US special envoy Steve Witkoff was back in Moscow today to meet with Vladimir Putin, ahead of Donald Trump’s Friday deadline for Russia to make peace with Ukraine. This was Witkoff’s fifth meeting with Putin this year. Similar to his previous audiences with the Russian president, today’s one-on-one lasted for three hours. While broadly we know that the two will have been meeting to discuss the Ukraine war, the details or results of the meeting so far remain unknown: according to Russian presidential aides, the Kremlin will hold off from issuing public comments on what transpired until Witkoff has had a chance to brief Trump.

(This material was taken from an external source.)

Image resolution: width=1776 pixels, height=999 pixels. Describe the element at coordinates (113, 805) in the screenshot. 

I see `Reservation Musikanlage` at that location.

The President’s increasing frustration and anger with Russia’s attacks on Ukraine has been notable in the last month or so

True to its word, the Kremlin has, so far, given little away. Foreign policy aide Yuri Ushakov, who was in the room, called it ‘a very useful and constructive conversation’. And yet, before the US special envoy has even had the chance to touch down on home soil, the first signs of how constructive the discussions really were may already be emerging.

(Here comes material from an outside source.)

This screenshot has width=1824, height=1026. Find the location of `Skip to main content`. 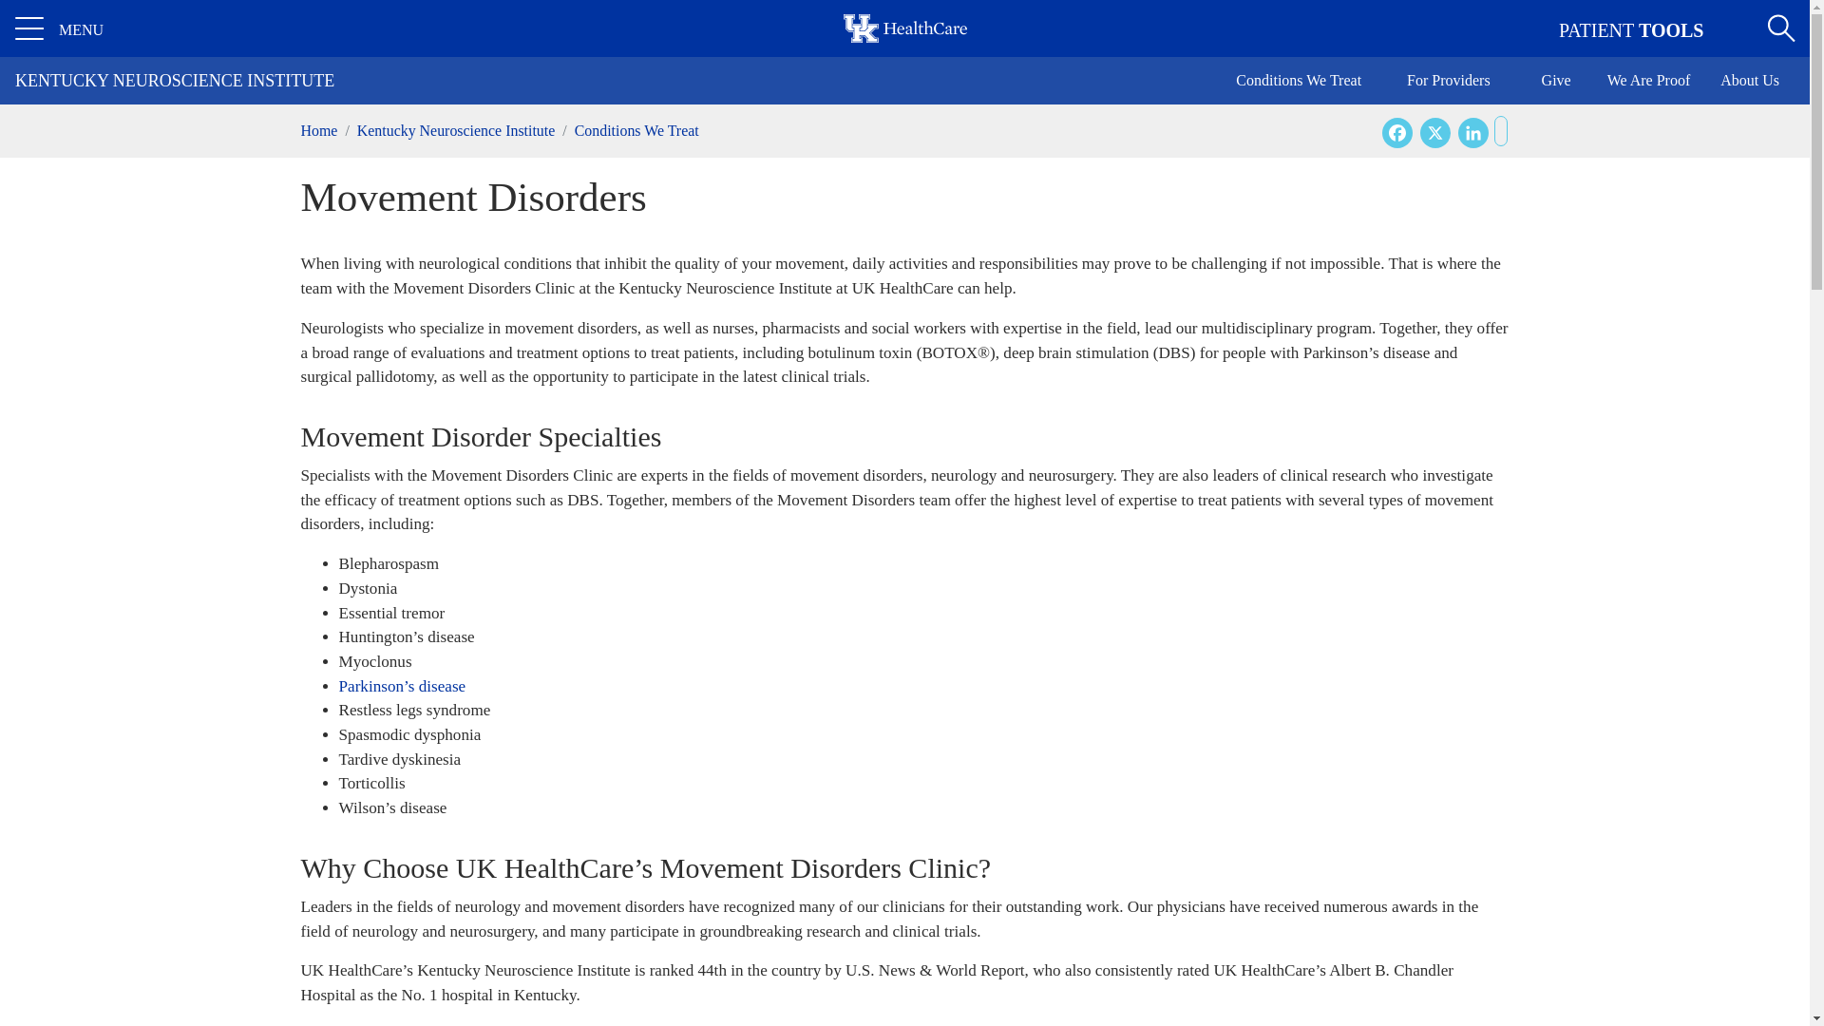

As part of Trump’s ultimatum to Putin, the US president had suggested that should the Kremlin fail to halt its invasion of Ukraine by Friday he would consider imposing further sanctions on Russia, including so-called ‘secondary sanctions’ on countries still buying Russian oil. Now, mere hours after Putin and Wiktoff’s meeting ended, Trump has signed an executive order slapping India – the world’s second-largest buyer of Russian oil after China – with additional 25 per cent tariffs for ‘directly or indirectly importing Russian Federation oil’. The new duties will kick in 21 days from now.

The President’s increasing frustration and anger with Russia’s attacks on Ukraine has been notable in the last month or so, with Trump most recently calling the Kremlin’s missile attacks ‘disgusting’. 

And yet there are few signs that Putin is ready to end his ‘special military operation’. Anonymous sources from within the Kremlin have suggested that, with Russian troops slowly advancing across Russian territory, Putin doesn’t currently feel the need, or desire, to bend to Trump’s demands to stop – despite his army’s heavy troop losses. The Russian army currently controls approximately a fifth of Ukrainian territory. Putin has staked his political life – and, given Moscow’s descent into mafiocracy under his rule, potentially his actual life – on winning this war. He reportedly thinks that, were the conflict to stop now, it would be a difficult sell to the Russian public, and more importantly to the nationalist military hawks in his inner circle. 

As such, it is unlikely that Putin will move from his maximalist conditions for ending the war any time soon. We have heard the Russian president repeat these plenty of times over the past three and a half years: among them are a promise for Nato not to expand eastwards into Ukraine and the recognition of the four illegally annexed regions of Donetsk, Luhansk, Zaporizhia and Kherson as Russian. Kremlin sources have suggested that only once Russian forces have captured those four regions in their entirety will Putin be willing to seriously engage in peace negotiations.

Nevertheless, the Kremlin recognises that it has an unpredictable sparring partner in Trump. Putin has reportedly considered proposing an aerial ceasefire in Ukraine as a means of throwing the US President a bone. A pause in aerial bombardments would undoubtedly be welcomed in Ukraine, which came under a record number of drone and missile attacks from Russia last month: more than 6,000 drones were directed at Ukrainian territory by Russian troops, an increase of 16 per cent on June. Any such proposal by Putin should, however, be taken with a pinch of salt – not least because Russia has agreed to several ceasefires, including a three-day pause in May, which it subsequently went on to break.

The question now is whether Trump has the stomach to make good on his threats to sanction Russia and those still buying its oil. Will he reignite his tariff war with China by slapping it with the same Russian oil-related sanctions he has inflicted on India? The fact it was Trump who blinked first in the trade dispute that flared up between the US and China earlier this year doesn’t instill a huge amount of confidence that the American president will hold his nerve – not least when this time there is the accompanying risk of a global spike in oil prices as a result.

Trump is expected to call his Ukrainian counterpart Volodymyr Zelensky imminently to discuss Witkoff and Putin’s meeting. The ball is now firmly in the US President’s court: will he follow through with his ultimatum to crush Russia’s war machine or will he allow Putin to call his bluff?